Leaving the pictures aside, return all of the data below exactly.

[Stored data]:
────────────────────
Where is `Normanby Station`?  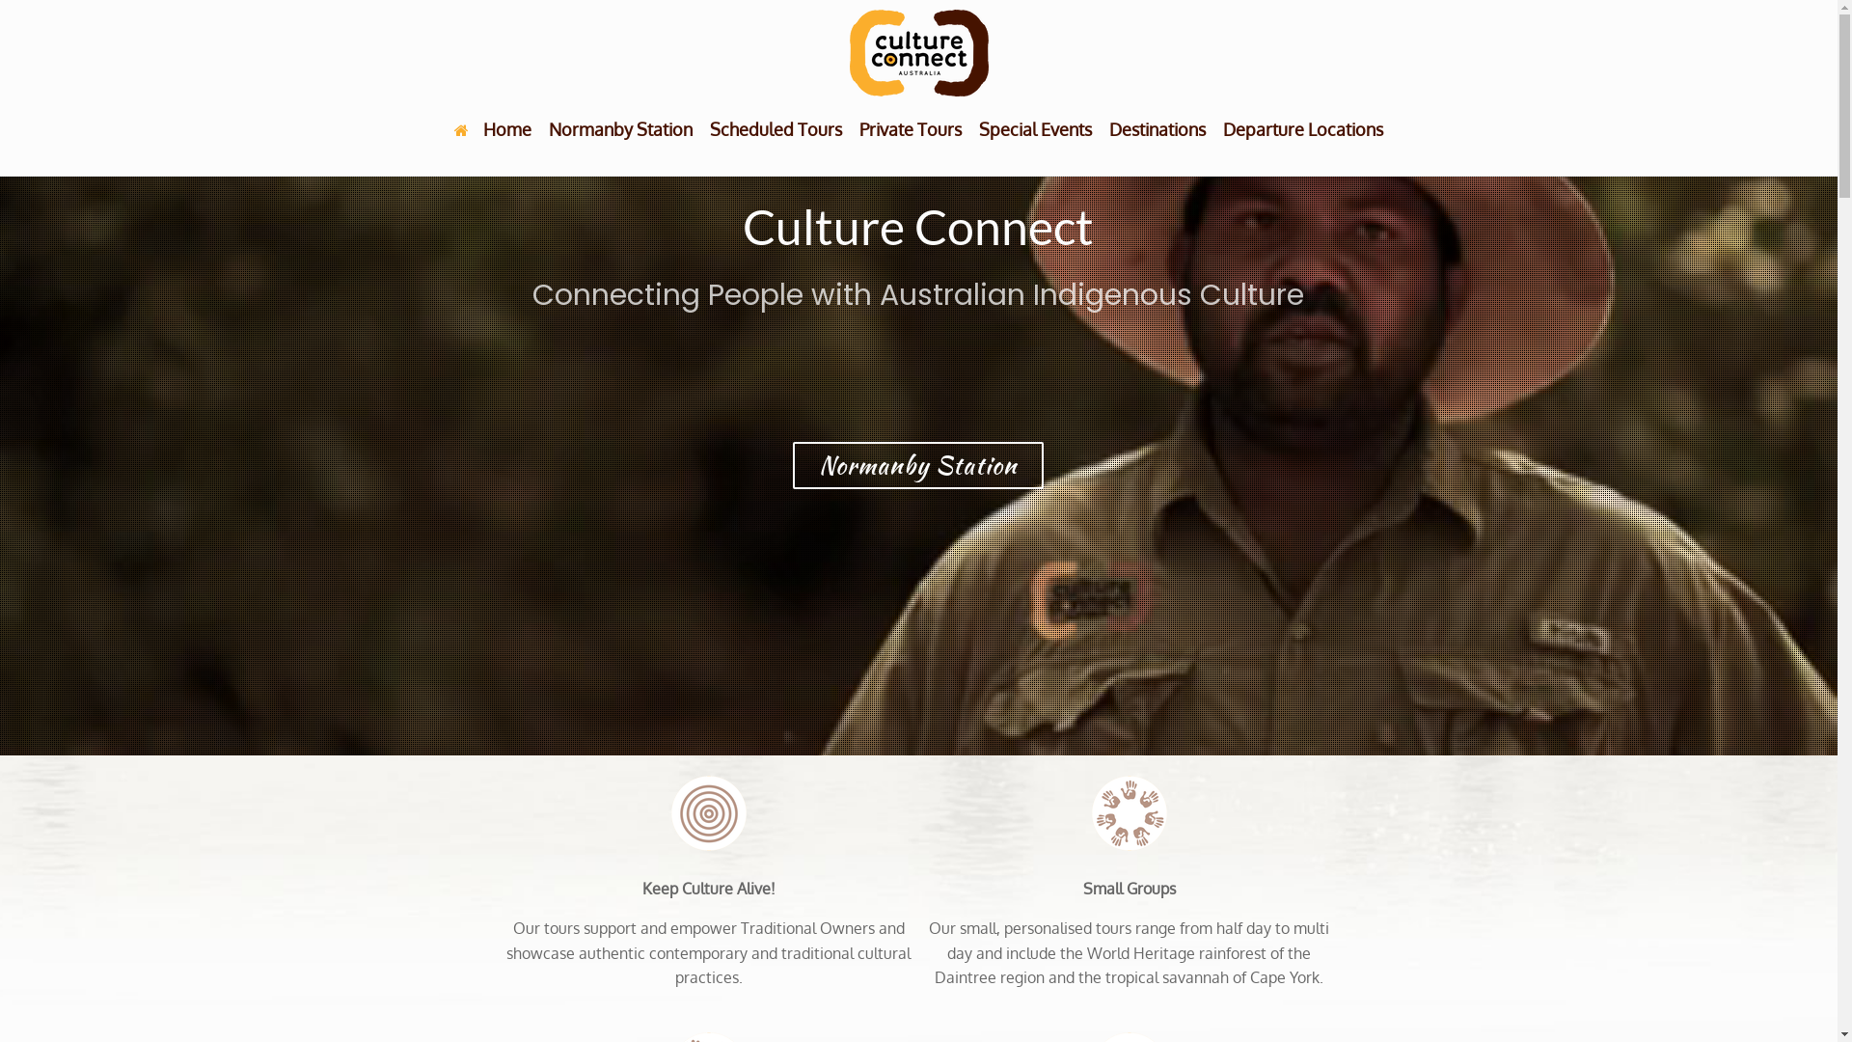
Normanby Station is located at coordinates (621, 129).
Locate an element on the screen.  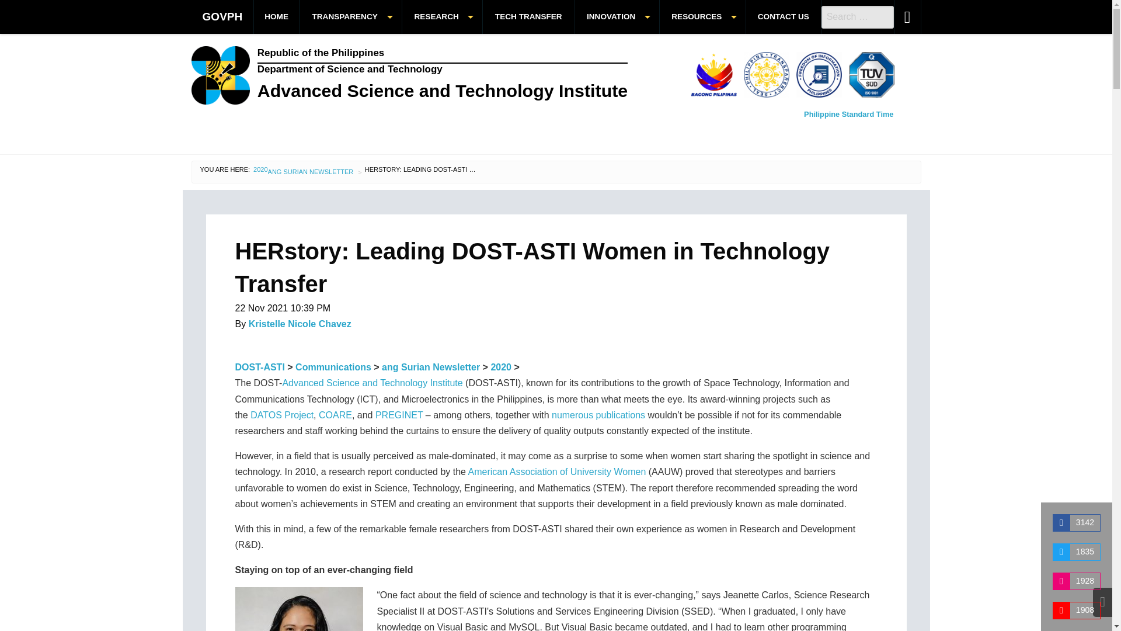
Go to the ang Surian Newsletter category archives. is located at coordinates (431, 367).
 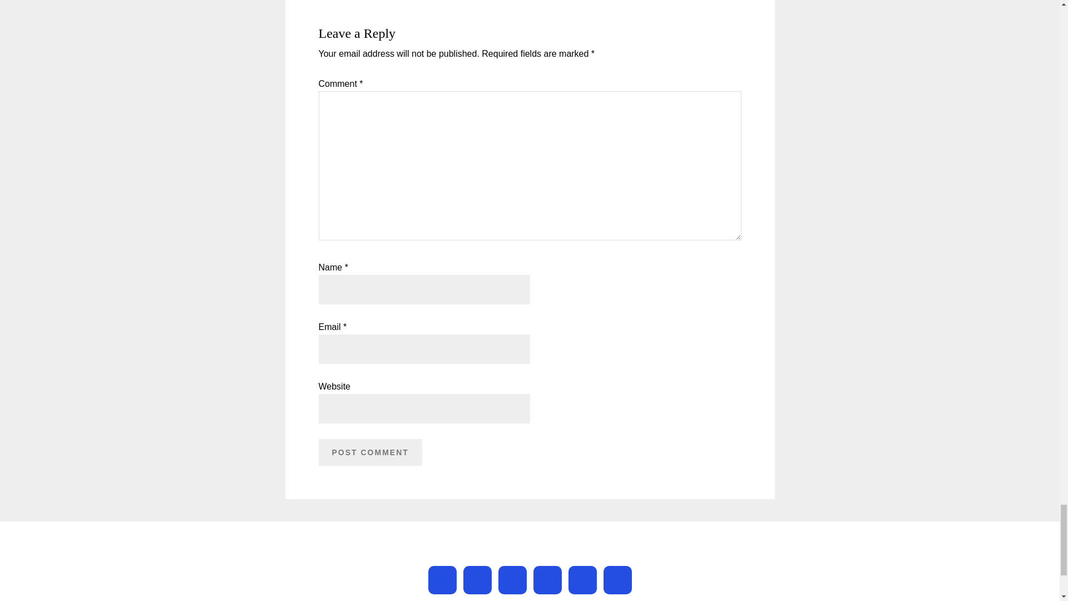 What do you see at coordinates (370, 452) in the screenshot?
I see `Post Comment` at bounding box center [370, 452].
────────────────────
[Finished task]:
Where is `Normanby Station`?  
Normanby Station is located at coordinates (621, 129).
Locate an element on the screen.  
Go to the ang Surian Newsletter category archives. is located at coordinates (431, 367).
  What do you see at coordinates (370, 452) in the screenshot?
I see `Post Comment` at bounding box center [370, 452].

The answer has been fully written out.